She found it difficult to keep still. Home, work, eat, then everything again. Always the fidgety waiting for the next scheduled moment.
Martin was buying into it. She could tell.
She wasn't sure she was, despite a lingering sense of disloyalty.
She made calls. Meyer, Cooper, the assisted-living crew where Mac had helped out a while. His mother even, unpleasant as that turned out, but no real information anywhere. She began to grasp. The incident with the fourteen year old, where Martin had to call in some favors over some accusations, Mac hardly a dealer. Or child molester.
She located the school where Admiral Byrd's dog was buried. Ancient trees canopied the generously-dimensioned playground, the foot-packed dirt resembling a permanent winter beneath the shade. At twilight she was still there, starting at sounds and movements, straddling the swings and equipment.
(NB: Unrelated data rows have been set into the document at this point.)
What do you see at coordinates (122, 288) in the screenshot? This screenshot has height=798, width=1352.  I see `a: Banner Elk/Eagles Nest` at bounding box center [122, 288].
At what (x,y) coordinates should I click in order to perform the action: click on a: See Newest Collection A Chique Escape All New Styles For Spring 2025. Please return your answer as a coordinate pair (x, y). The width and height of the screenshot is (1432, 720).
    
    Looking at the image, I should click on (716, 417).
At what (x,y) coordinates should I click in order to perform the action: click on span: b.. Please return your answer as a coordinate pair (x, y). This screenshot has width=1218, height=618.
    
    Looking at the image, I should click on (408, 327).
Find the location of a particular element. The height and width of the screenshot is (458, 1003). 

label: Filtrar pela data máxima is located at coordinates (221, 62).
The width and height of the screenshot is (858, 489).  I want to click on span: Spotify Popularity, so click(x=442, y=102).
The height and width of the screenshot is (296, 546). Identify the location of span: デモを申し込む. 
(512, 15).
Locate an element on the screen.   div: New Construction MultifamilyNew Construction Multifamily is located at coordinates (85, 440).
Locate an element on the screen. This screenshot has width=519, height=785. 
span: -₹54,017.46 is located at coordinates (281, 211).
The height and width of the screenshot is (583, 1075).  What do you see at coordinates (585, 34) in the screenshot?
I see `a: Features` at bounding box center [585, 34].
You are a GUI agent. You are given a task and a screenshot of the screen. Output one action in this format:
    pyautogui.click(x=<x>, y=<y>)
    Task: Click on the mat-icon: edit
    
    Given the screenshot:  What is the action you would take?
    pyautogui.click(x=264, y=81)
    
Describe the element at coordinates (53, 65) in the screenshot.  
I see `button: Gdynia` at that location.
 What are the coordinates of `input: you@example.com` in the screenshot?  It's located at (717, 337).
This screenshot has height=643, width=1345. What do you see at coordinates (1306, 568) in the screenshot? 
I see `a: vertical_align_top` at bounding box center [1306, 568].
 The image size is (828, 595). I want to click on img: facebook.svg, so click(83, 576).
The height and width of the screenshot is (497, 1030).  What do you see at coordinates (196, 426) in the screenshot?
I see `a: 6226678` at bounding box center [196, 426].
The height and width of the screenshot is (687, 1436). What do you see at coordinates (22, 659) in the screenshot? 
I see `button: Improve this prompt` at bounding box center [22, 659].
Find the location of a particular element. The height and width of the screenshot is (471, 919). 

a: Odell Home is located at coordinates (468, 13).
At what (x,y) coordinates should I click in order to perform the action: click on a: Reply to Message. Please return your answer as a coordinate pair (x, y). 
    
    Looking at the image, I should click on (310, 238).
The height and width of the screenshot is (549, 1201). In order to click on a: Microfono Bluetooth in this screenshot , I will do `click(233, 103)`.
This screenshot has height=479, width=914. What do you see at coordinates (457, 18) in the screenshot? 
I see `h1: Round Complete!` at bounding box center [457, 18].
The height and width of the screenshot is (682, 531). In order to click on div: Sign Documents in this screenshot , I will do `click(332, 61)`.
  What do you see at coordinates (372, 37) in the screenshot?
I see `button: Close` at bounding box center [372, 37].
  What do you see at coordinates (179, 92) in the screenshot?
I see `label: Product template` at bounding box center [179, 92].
A woman in her thirties wearing dress slacks and pumps, crawling into a plastic tunnel, a hiding place. Gayle recited this phrase aloud to herself.
Written in black marker, bold, regular cursive, on the interior where you could only see it lying on your back:
sex drugs n rock n roll
speed weed n birth control
ur born 2 pain and then u die
so screw the world n lets get high
A joke. With something real behind it. Like most jokes.
Or, a parody, and yet not. Or both, concurrently. To think of any potential elementary school child of hers, here, scrawling this, or just reading it. Being in a situation where it was possible to think it. And her, holding hands, offering at most shaky reassurance.
When? Where was the point she'd go past before becoming irrevocably convinced it wasn't, at root, true?